Vincent Gable’s Blog

September 17, 2009

Installing Mac Apps

Filed under: Accessibility,MacOSX,Programming,Usability | , , ,
― Vincent Gable on September 17, 2009

Today’s Daringfireball article on the shortcomings of the Mac application-install procedure is worth a skim. Gruber’s suggestion that Mac OS X automatically move 3rd-party applications into the /Applications/ folder on first-run, (a la the dashboard widget install process) is a good one1. Since Mac OS X already prompts you on first run (“Are you sure you want to run a program Apple didn’t write?”) it’s hard to see any downsides to this idea.

But that’s not the behavior we have today1.

Don’t Use a Damn .dmg!

As it stands today, I don’t see a good reason to ship your apps as a .dmg. I’ve been suspicious of disk images for a few years now; and usability tests show that people get confused by them.

Distribute your application as a single .app in a .zip archive. What possible use are other files besides the application? If a “Readme” file should be read before using the application, then show it when the application is first launched.

Installers are opaque and un-Mac like. There’s always a risk that they’ll install something that breaks the computer. As a developer I am even more suspicious of installers on the Mac, because I know how broken Apple’s installer tools are.

Of course, as a developer, I know that applications do sometimes need to install components. And here the best solution is for the application to check it’s environment and ask to install missing components as needed (in essence be it’s own installer). It’s more robust, since it detects-and-corrects missing or damaged components. It always preserves the user-facing abstraction that the icon is the application.

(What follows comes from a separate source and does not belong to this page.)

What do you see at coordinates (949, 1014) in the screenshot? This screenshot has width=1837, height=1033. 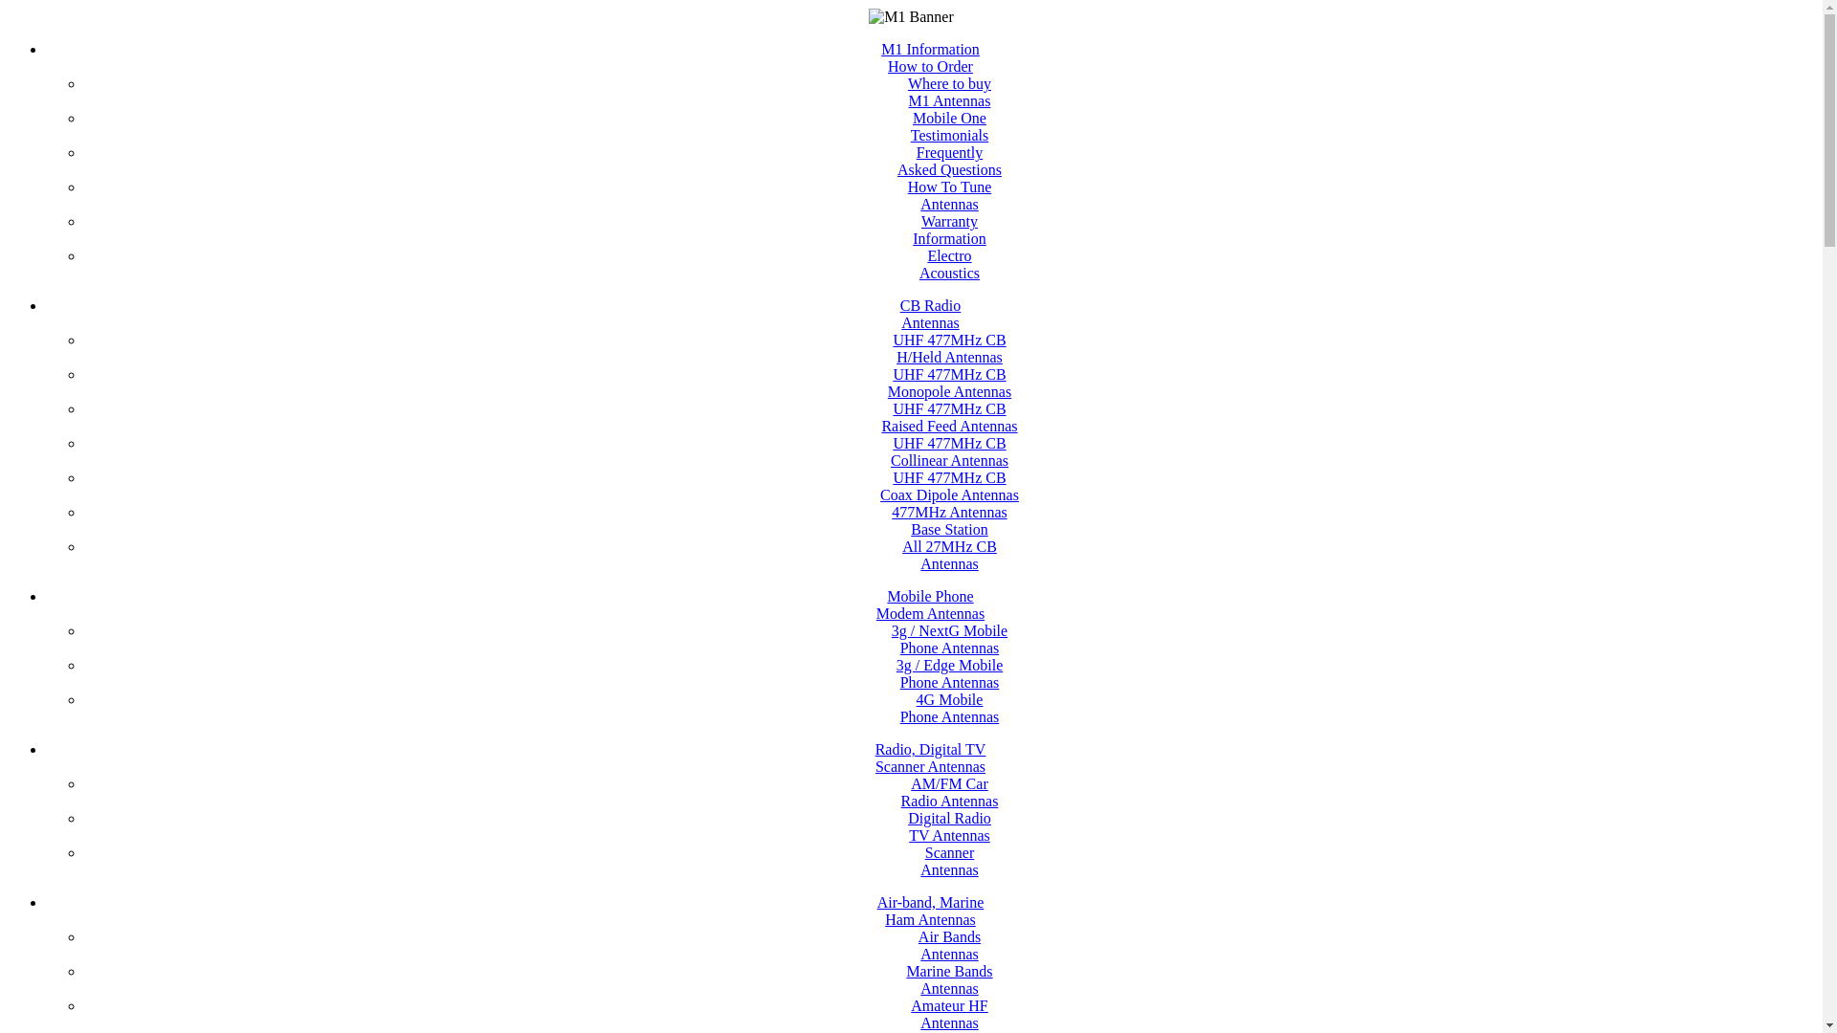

Applications shouldn’t install hacks dangerous enough to require a bundled user-facing unisntaller. To make IMLocation work, I had to install a background process — but I made it intelligent enough that it would uninstall itself if the main application had been deleted. Yes, this is more work, but it’s worth it.


1Another idea is to make Safari and Firefox smart enough to download applications directly into the right /Applications/ folder, bypassing the usual downloads folder. This elegantly solves the instillation problem, although it creates some new problems.

2Although it would be a cool hack to write.

3 Comments »

  1. With our Last.fm desktop software we had to install an iTunes plugin, Apple made it easy, we just copied the plugin bundle to the ~/Library/iTunes/iTunes Plugins directory when our app first loaded and iTunes would automatically load it.

    We also did as you did and made the plugin uninstall itself if the application is uninstalled.

    Seamless for the user, certainly more work for us, (it’s a lot easier with an installer as you know everything is set up before the application runs), but it felt great as an overall solution.

    Comment by Max Howell — September 22, 2009 @ 7:43 pm

  2. DMGs have one advantage, in that they checksum their contents on opening. So you can be sure your customer hasn’t received an app bundle that is corrupted and exhibits strange behaviour. Like once someone downloaded our windows installer and it was slightly corrupted in transit and none of the image files loaded, so the app looked plain and unusable. Very strange bug.

    With a zip this can happen still. Though honestly it’s much more likely the whole program won’t run. And secondly download corruption is pretty rare.

    Still, it’s nice to have that reassurance. But overall I agree with the zip method of distribution and use it for all my own stuff.

    Comment by Max Howell — September 22, 2009 @ 7:48 pm

  3. Max,

    I’m really glad to hear about the self-uninstall in the last.fm plugin! It’s good to know that other applications are able to do this. I talk tough, but the more I think about it, the more I suspect that many cases where you need an installer, a self-uninstall might not work.

    Good point that DMGs include a consistency check. I’m hoping that code signing might be able to provide this functionality someday, but there are other issues with signing, like complexity, and possibly ceding control to Apple.